Heat Wave

Joy Scrogum
The Moving Palace
Published in
2 min readJun 14, 2022

--

A collection of haiku to melt by

an image of orange, yellow and black swirls of paint
Photo by Pawel Czerwinski on Unsplash

It’s not so much a
wave as a smothering hug
which can’t be escaped.

It is a wave like
a tsunami swallowing
a seaside village

not a gentle hand
paired with a smile and quiet
hello. It invades.

It oppresses me.
It holds me down beneath the
humid, stifling air.

Here in Illinois, as in many parts of the United States right now (mid June 2022), we’re experiencing what is called a “heat wave,” but that term sounds too innocuous. That terms sounds like nostalgic, if a little muggy, days at the end of a childhood summer in which I might have wandered around outside with my border collie, Bandit, as vacation wound down before another school year began. What we’re currently experiencing is the sort of life-threatening heat that can easily kill people. It’s what the weather information that can be accessed from my laptop’s taskbar terms an “excessive heat warning” (another term that sounds understated) with “Dangerously hot conditions with heat index values up to 112 degrees F.” The current temperature is 99 degrees F with a “real feel” of 101, having cooled down a bit from an earlier actual…

--

--

Joy Scrogum
The Moving Palace

Mother, writer, sustainability scientist, reuse enthusiast, creative problem solver, surviving and hopefully thriving in a strange time.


What is needed:
From the data below, give the number of lines holding the word "JSON", with nothing else added.

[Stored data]
Segment Open
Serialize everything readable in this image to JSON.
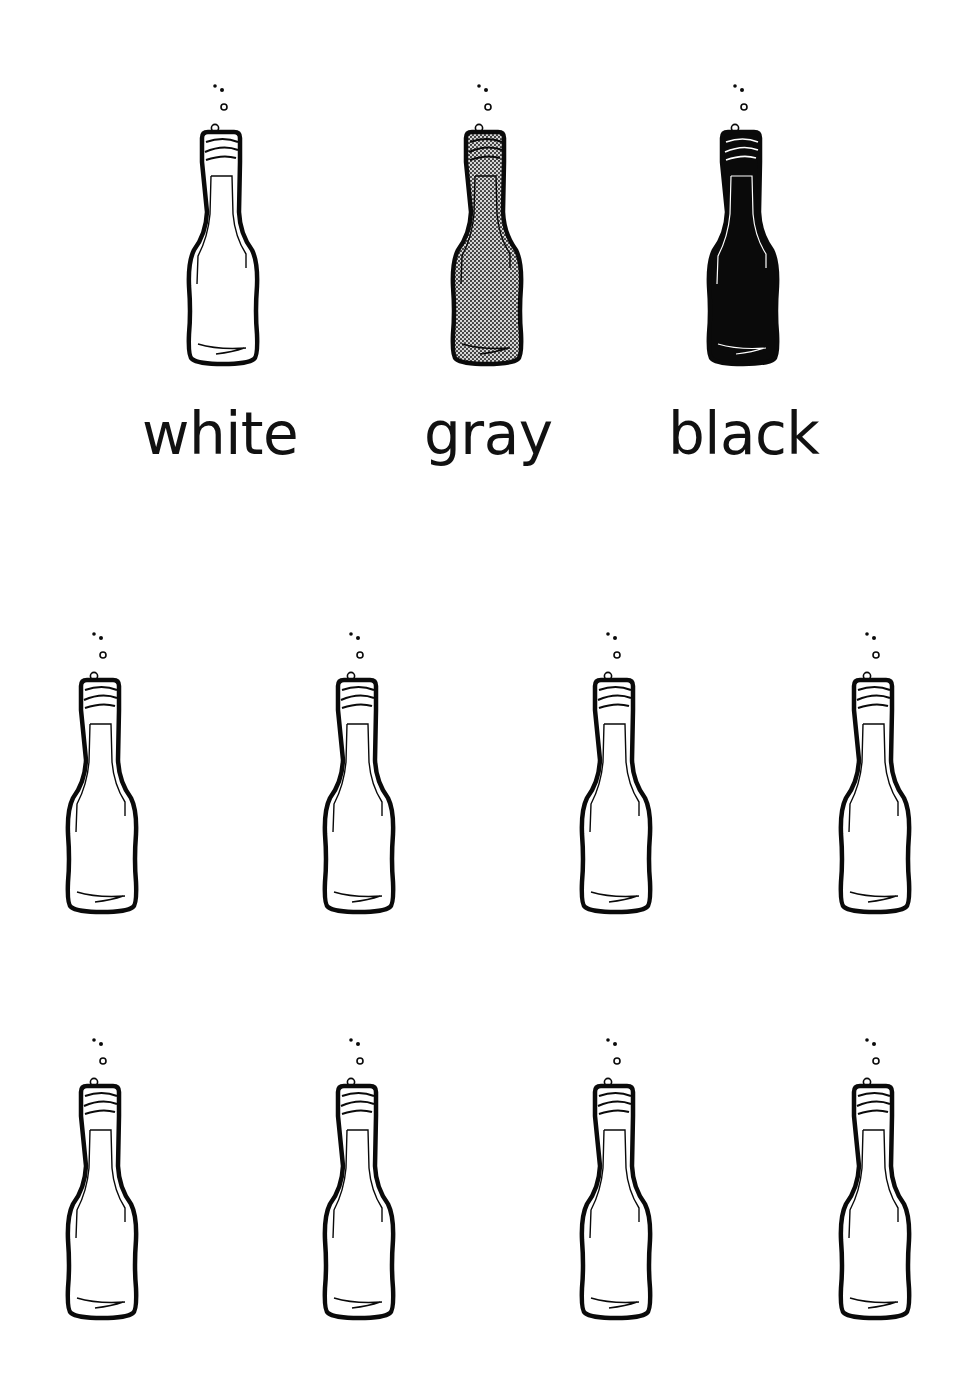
{
  "legend": {
    "items": [
      {
        "label": "white",
        "fill": "#ffffff",
        "pattern": "none"
      },
      {
        "label": "gray",
        "fill": "#9a9a9a",
        "pattern": "halftone-dots"
      },
      {
        "label": "black",
        "fill": "#0a0a0a",
        "pattern": "none"
      }
    ]
  },
  "grid": {
    "rows": 2,
    "columns": 4,
    "bottle_fill": "#ffffff"
  },
  "colors": {
    "outline": "#0a0a0a",
    "background": "#ffffff"
  }
}
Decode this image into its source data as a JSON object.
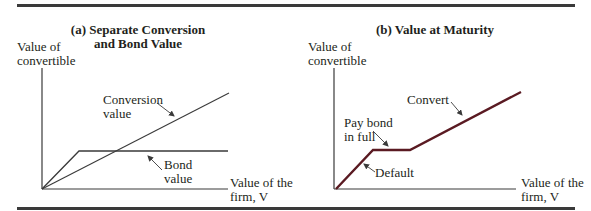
{
  "panel_a": {
    "title_line1": "(a) Separate Conversion",
    "title_line2": "and Bond Value",
    "y_axis_label_line1": "Value of",
    "y_axis_label_line2": "convertible",
    "x_axis_label_line1": "Value of the",
    "x_axis_label_line2": "firm, V",
    "conversion_label_line1": "Conversion",
    "conversion_label_line2": "value",
    "bond_label_line1": "Bond",
    "bond_label_line2": "value"
  },
  "panel_b": {
    "title": "(b) Value at Maturity",
    "y_axis_label_line1": "Value of",
    "y_axis_label_line2": "convertible",
    "x_axis_label_line1": "Value of the",
    "x_axis_label_line2": "firm, V",
    "convert_label": "Convert",
    "pay_bond_label_line1": "Pay bond",
    "pay_bond_label_line2": "in full",
    "default_label": "Default"
  },
  "colors": {
    "panel_a_lines": "#3a3a3a",
    "panel_b_payoff": "#5a1a22",
    "axes": "#3a3a3a"
  }
}
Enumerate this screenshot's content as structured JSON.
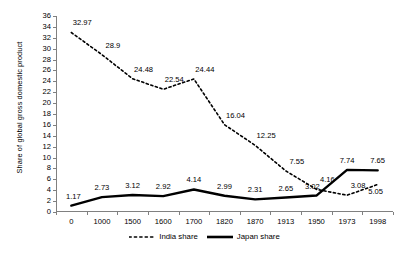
{
  "chart_data": {
    "type": "line",
    "title": "",
    "xlabel": "",
    "ylabel": "Share of global gross domestic product",
    "categories": [
      "0",
      "1000",
      "1500",
      "1600",
      "1700",
      "1820",
      "1870",
      "1913",
      "1950",
      "1973",
      "1998"
    ],
    "ylim": [
      0,
      36
    ],
    "ytick_step": 2,
    "yticks": [
      "0",
      "2",
      "4",
      "6",
      "8",
      "10",
      "12",
      "14",
      "16",
      "18",
      "20",
      "22",
      "24",
      "26",
      "28",
      "30",
      "32",
      "34",
      "36"
    ],
    "grid": false,
    "legend_position": "bottom",
    "series": [
      {
        "name": "India share",
        "style": "dashed",
        "color": "#000000",
        "values": [
          32.97,
          28.9,
          24.48,
          22.54,
          24.44,
          16.04,
          12.25,
          7.55,
          4.16,
          3.08,
          5.05
        ],
        "labels": [
          "32.97",
          "28.9",
          "24.48",
          "22.54",
          "24.44",
          "16.04",
          "12.25",
          "7.55",
          "4.16",
          "3.08",
          "5.05"
        ]
      },
      {
        "name": "Japan share",
        "style": "solid",
        "color": "#000000",
        "values": [
          1.17,
          2.73,
          3.12,
          2.92,
          4.14,
          2.99,
          2.31,
          2.65,
          3.02,
          7.74,
          7.65
        ],
        "labels": [
          "1.17",
          "2.73",
          "3.12",
          "2.92",
          "4.14",
          "2.99",
          "2.31",
          "2.65",
          "3.02",
          "7.74",
          "7.65"
        ]
      }
    ]
  },
  "legend": {
    "india_label": "India share",
    "japan_label": "Japan share"
  }
}
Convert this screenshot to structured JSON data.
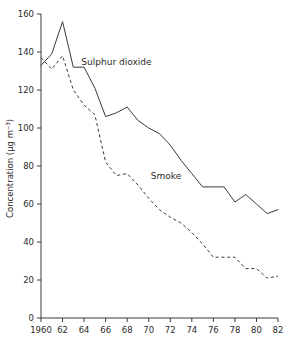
{
  "chart_data": {
    "type": "line",
    "title": "",
    "xlabel": "",
    "ylabel": "Concentration (µg m⁻³)",
    "xlim": [
      1960,
      1982
    ],
    "ylim": [
      0,
      160
    ],
    "grid": false,
    "legend_position": "inline-annotation",
    "x_tick_labels": [
      "1960",
      "62",
      "64",
      "66",
      "68",
      "70",
      "72",
      "74",
      "76",
      "78",
      "80",
      "82"
    ],
    "x_tick_values": [
      1960,
      1962,
      1964,
      1966,
      1968,
      1970,
      1972,
      1974,
      1976,
      1978,
      1980,
      1982
    ],
    "y_tick_labels": [
      "0",
      "20",
      "40",
      "60",
      "80",
      "100",
      "120",
      "140",
      "160"
    ],
    "y_tick_values": [
      0,
      20,
      40,
      60,
      80,
      100,
      120,
      140,
      160
    ],
    "x": [
      1960,
      1961,
      1962,
      1963,
      1964,
      1965,
      1966,
      1967,
      1968,
      1969,
      1970,
      1971,
      1972,
      1973,
      1974,
      1975,
      1976,
      1977,
      1978,
      1979,
      1980,
      1981,
      1982
    ],
    "series": [
      {
        "name": "Sulphur dioxide",
        "style": "solid",
        "label_x": 1967.0,
        "label_y": 133,
        "values": [
          133,
          139,
          156,
          132,
          132,
          121,
          106,
          108,
          111,
          104,
          100,
          97,
          91,
          83,
          76,
          69,
          69,
          69,
          61,
          65,
          60,
          55,
          57
        ]
      },
      {
        "name": "Smoke",
        "style": "dashed",
        "label_x": 1971.6,
        "label_y": 73,
        "values": [
          137,
          131,
          138,
          120,
          112,
          107,
          82,
          75,
          76,
          70,
          63,
          57,
          53,
          50,
          45,
          39,
          32,
          32,
          32,
          26,
          26,
          21,
          22
        ]
      }
    ]
  }
}
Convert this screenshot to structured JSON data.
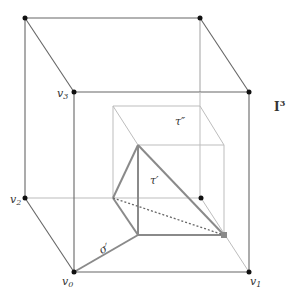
{
  "diagram": {
    "title_label": "I",
    "title_sup": "3",
    "colors": {
      "outer_edge": "#555555",
      "inner_edge": "#b8b8b8",
      "triangle_edge": "#888888",
      "dot": "#111111",
      "dotted": "#666666"
    },
    "vertex_labels": {
      "v0": "v",
      "v0_sub": "0",
      "v1": "v",
      "v1_sub": "1",
      "v2": "v",
      "v2_sub": "2",
      "v3": "v",
      "v3_sub": "3"
    },
    "simplex_labels": {
      "sigma_prime": "σ′",
      "tau_prime": "τ′",
      "tau_double_prime": "τ″"
    }
  }
}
Segment Closed
The answer:
5